Person sitting in the dark at dawn in winter, looking tired and bleary, blue cold morning light through window

What Happens to Your Body Clock in Winter — and What to Do About It

Most people assume winter feels hard because of the cold and the lack of sunshine. That's partly true. But the deeper reason is more specific: winter systematically disrupts your biological clock, and most people have no idea this is happening or what to do about it.

The Photoperiod Problem

Your circadian clock synchronises to the external environment primarily through light — specifically the 480–490nm cyan-blue component that activates the melanopsin system in your eyes each morning. In summer, sunrise is early and bright. The melanopsin system activates promptly. Your cortisol peaks at the right time. Serotonin synthesis is robust. Energy and mood are maintained.

In winter, the photoperiod shortens dramatically. In Edinburgh, sunrise in December is after 9am. The light, when it arrives, is lower angle and lower intensity. If you've left for work before sunrise or spend the morning in an artificially lit office, your body clock may not receive a sufficient melanopsin stimulus for days at a time.

The result is circadian phase delay: your clock gradually shifts later, as though you're permanently mildly jet-lagged. You want to sleep later. You struggle to wake up. Your cortisol peaks after its optimal time. Your melatonin extends into the daytime. Serotonin synthesis — the precursor to both melatonin and a key mood neurotransmitter — declines.

For a detailed look at how this circadian drift produces the specific tiredness many people experience through the colder months, see our guide on why you feel so tired in winter.

Why This Is More Than Mood

Circadian disruption in winter isn't just about feeling a bit low. Research associates chronic winter phase delay with disrupted glucose metabolism (insulin sensitivity follows a circadian rhythm), impaired immune function (immune cell activity is time-stamped by the clock), and increased inflammatory markers. For people with existing conditions, circadian disruption in winter can exacerbate symptoms.

This is why treating the winter body clock problem is a meaningful health intervention, not just a mood optimisation.

Three Things That Actually Help

The most powerful intervention is the simplest: get outside within 30 minutes of waking, every morning, throughout autumn and winter. Even on overcast days, outdoor light delivers significantly more melanopsin stimulus than indoor lighting. Five to ten minutes outside is more effective than 30 minutes in front of most indoor SAD lamps.

If morning outdoor light isn't consistently possible — and for many people in the UK during winter, it isn't — a targeted 480–490nm light source at your desk for 20 minutes during the morning window replicates the circadian signal without requiring you to go outside.

Keep your sleep and wake times consistent throughout winter. Sleeping late at weekends to compensate for weekday tiredness compounds the phase delay rather than resolving it. This is the circadian equivalent of weekend drinking to recover from a stressful week.

Avoid bright screens in the 90 minutes before sleep. Blue-range light in the evening delays melatonin onset, pushing the problem further in the wrong direction.

Learn about the LightHealth approach to seasonal circadian alignment.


TASK BRIEF >>
Transcription should be exact. Include all entries.

[Dataset entries on figures]
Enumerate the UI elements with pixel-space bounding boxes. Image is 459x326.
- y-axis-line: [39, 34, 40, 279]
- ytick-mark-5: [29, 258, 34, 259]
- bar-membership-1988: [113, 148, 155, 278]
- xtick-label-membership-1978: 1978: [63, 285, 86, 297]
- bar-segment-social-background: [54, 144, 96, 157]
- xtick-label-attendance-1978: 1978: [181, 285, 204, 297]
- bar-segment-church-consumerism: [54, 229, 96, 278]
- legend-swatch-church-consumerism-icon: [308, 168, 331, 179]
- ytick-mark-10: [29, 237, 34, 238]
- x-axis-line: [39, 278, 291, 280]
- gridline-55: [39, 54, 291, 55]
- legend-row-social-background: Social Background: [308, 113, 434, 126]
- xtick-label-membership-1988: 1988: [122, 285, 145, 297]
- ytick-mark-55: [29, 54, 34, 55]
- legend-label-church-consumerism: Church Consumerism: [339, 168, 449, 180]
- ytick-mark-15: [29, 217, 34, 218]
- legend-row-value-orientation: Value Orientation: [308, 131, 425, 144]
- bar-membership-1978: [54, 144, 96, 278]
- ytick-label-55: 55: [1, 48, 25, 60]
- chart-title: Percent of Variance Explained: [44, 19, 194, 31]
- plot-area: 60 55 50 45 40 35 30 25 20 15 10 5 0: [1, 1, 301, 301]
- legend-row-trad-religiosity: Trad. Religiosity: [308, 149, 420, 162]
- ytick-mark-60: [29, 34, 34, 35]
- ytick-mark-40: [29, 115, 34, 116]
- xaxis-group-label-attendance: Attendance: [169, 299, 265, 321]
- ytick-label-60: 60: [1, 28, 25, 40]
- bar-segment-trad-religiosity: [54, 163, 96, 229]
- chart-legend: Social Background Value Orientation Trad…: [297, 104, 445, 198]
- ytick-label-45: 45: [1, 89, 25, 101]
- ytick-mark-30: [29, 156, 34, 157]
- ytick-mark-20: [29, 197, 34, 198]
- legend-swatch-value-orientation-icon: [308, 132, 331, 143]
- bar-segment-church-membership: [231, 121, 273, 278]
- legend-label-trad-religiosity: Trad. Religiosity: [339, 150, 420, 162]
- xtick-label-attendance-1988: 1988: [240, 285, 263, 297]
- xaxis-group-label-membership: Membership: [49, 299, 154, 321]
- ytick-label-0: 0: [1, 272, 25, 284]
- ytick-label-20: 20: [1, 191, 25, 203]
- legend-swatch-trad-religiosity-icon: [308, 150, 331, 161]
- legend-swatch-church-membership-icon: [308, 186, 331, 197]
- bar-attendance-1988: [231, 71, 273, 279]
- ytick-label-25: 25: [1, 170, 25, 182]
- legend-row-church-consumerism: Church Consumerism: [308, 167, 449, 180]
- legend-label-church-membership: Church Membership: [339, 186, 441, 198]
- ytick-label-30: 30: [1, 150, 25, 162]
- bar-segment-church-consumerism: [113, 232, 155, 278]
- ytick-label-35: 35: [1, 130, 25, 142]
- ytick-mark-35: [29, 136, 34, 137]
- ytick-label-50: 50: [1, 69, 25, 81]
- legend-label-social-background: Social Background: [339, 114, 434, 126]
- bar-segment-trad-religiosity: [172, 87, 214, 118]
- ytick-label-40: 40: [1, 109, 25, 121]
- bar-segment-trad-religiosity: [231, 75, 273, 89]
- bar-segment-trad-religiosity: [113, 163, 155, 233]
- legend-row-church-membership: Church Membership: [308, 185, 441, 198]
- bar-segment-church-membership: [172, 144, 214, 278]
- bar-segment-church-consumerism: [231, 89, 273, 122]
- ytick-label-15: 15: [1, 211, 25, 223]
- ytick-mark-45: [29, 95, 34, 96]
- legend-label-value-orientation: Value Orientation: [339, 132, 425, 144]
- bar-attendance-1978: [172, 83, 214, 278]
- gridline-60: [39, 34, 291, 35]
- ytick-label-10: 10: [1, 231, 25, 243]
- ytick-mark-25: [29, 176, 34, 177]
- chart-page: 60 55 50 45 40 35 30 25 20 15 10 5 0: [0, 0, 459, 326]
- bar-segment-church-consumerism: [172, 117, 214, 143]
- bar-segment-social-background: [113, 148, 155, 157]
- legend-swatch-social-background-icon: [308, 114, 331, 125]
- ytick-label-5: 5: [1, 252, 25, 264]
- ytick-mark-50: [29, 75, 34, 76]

RESPONSE BOX >>
Enumerate the UI elements with pixel-space bounding boxes. Image is 459x326.
- y-axis-line: [39, 34, 40, 279]
- ytick-mark-5: [29, 258, 34, 259]
- bar-membership-1988: [113, 148, 155, 278]
- xtick-label-membership-1978: 1978: [63, 285, 86, 297]
- bar-segment-social-background: [54, 144, 96, 157]
- xtick-label-attendance-1978: 1978: [181, 285, 204, 297]
- bar-segment-church-consumerism: [54, 229, 96, 278]
- legend-swatch-church-consumerism-icon: [308, 168, 331, 179]
- ytick-mark-10: [29, 237, 34, 238]
- x-axis-line: [39, 278, 291, 280]
- gridline-55: [39, 54, 291, 55]
- legend-row-social-background: Social Background: [308, 113, 434, 126]
- xtick-label-membership-1988: 1988: [122, 285, 145, 297]
- ytick-mark-55: [29, 54, 34, 55]
- legend-label-church-consumerism: Church Consumerism: [339, 168, 449, 180]
- ytick-mark-15: [29, 217, 34, 218]
- legend-row-value-orientation: Value Orientation: [308, 131, 425, 144]
- bar-membership-1978: [54, 144, 96, 278]
- ytick-label-55: 55: [1, 48, 25, 60]
- chart-title: Percent of Variance Explained: [44, 19, 194, 31]
- plot-area: 60 55 50 45 40 35 30 25 20 15 10 5 0: [1, 1, 301, 301]
- legend-row-trad-religiosity: Trad. Religiosity: [308, 149, 420, 162]
- ytick-mark-60: [29, 34, 34, 35]
- ytick-mark-40: [29, 115, 34, 116]
- xaxis-group-label-attendance: Attendance: [169, 299, 265, 321]
- ytick-label-60: 60: [1, 28, 25, 40]
- bar-segment-trad-religiosity: [54, 163, 96, 229]
- chart-legend: Social Background Value Orientation Trad…: [297, 104, 445, 198]
- ytick-label-45: 45: [1, 89, 25, 101]
- ytick-mark-30: [29, 156, 34, 157]
- ytick-mark-20: [29, 197, 34, 198]
- legend-swatch-value-orientation-icon: [308, 132, 331, 143]
- bar-segment-church-membership: [231, 121, 273, 278]
- legend-label-trad-religiosity: Trad. Religiosity: [339, 150, 420, 162]
- xtick-label-attendance-1988: 1988: [240, 285, 263, 297]
- xaxis-group-label-membership: Membership: [49, 299, 154, 321]
- ytick-label-0: 0: [1, 272, 25, 284]
- ytick-label-20: 20: [1, 191, 25, 203]
- legend-swatch-trad-religiosity-icon: [308, 150, 331, 161]
- legend-swatch-church-membership-icon: [308, 186, 331, 197]
- bar-attendance-1988: [231, 71, 273, 279]
- ytick-label-25: 25: [1, 170, 25, 182]
- legend-row-church-consumerism: Church Consumerism: [308, 167, 449, 180]
- legend-label-church-membership: Church Membership: [339, 186, 441, 198]
- ytick-label-30: 30: [1, 150, 25, 162]
- bar-segment-church-consumerism: [113, 232, 155, 278]
- ytick-label-35: 35: [1, 130, 25, 142]
- ytick-mark-35: [29, 136, 34, 137]
- ytick-label-50: 50: [1, 69, 25, 81]
- legend-label-social-background: Social Background: [339, 114, 434, 126]
- bar-segment-trad-religiosity: [172, 87, 214, 118]
- ytick-label-40: 40: [1, 109, 25, 121]
- bar-segment-trad-religiosity: [231, 75, 273, 89]
- bar-segment-trad-religiosity: [113, 163, 155, 233]
- legend-row-church-membership: Church Membership: [308, 185, 441, 198]
- bar-segment-church-membership: [172, 144, 214, 278]
- bar-segment-church-consumerism: [231, 89, 273, 122]
- ytick-label-15: 15: [1, 211, 25, 223]
- ytick-mark-45: [29, 95, 34, 96]
- legend-label-value-orientation: Value Orientation: [339, 132, 425, 144]
- bar-attendance-1978: [172, 83, 214, 278]
- gridline-60: [39, 34, 291, 35]
- ytick-label-10: 10: [1, 231, 25, 243]
- ytick-mark-25: [29, 176, 34, 177]
- chart-page: 60 55 50 45 40 35 30 25 20 15 10 5 0: [0, 0, 459, 326]
- bar-segment-church-consumerism: [172, 117, 214, 143]
- bar-segment-social-background: [113, 148, 155, 157]
- legend-swatch-social-background-icon: [308, 114, 331, 125]
- ytick-label-5: 5: [1, 252, 25, 264]
- ytick-mark-50: [29, 75, 34, 76]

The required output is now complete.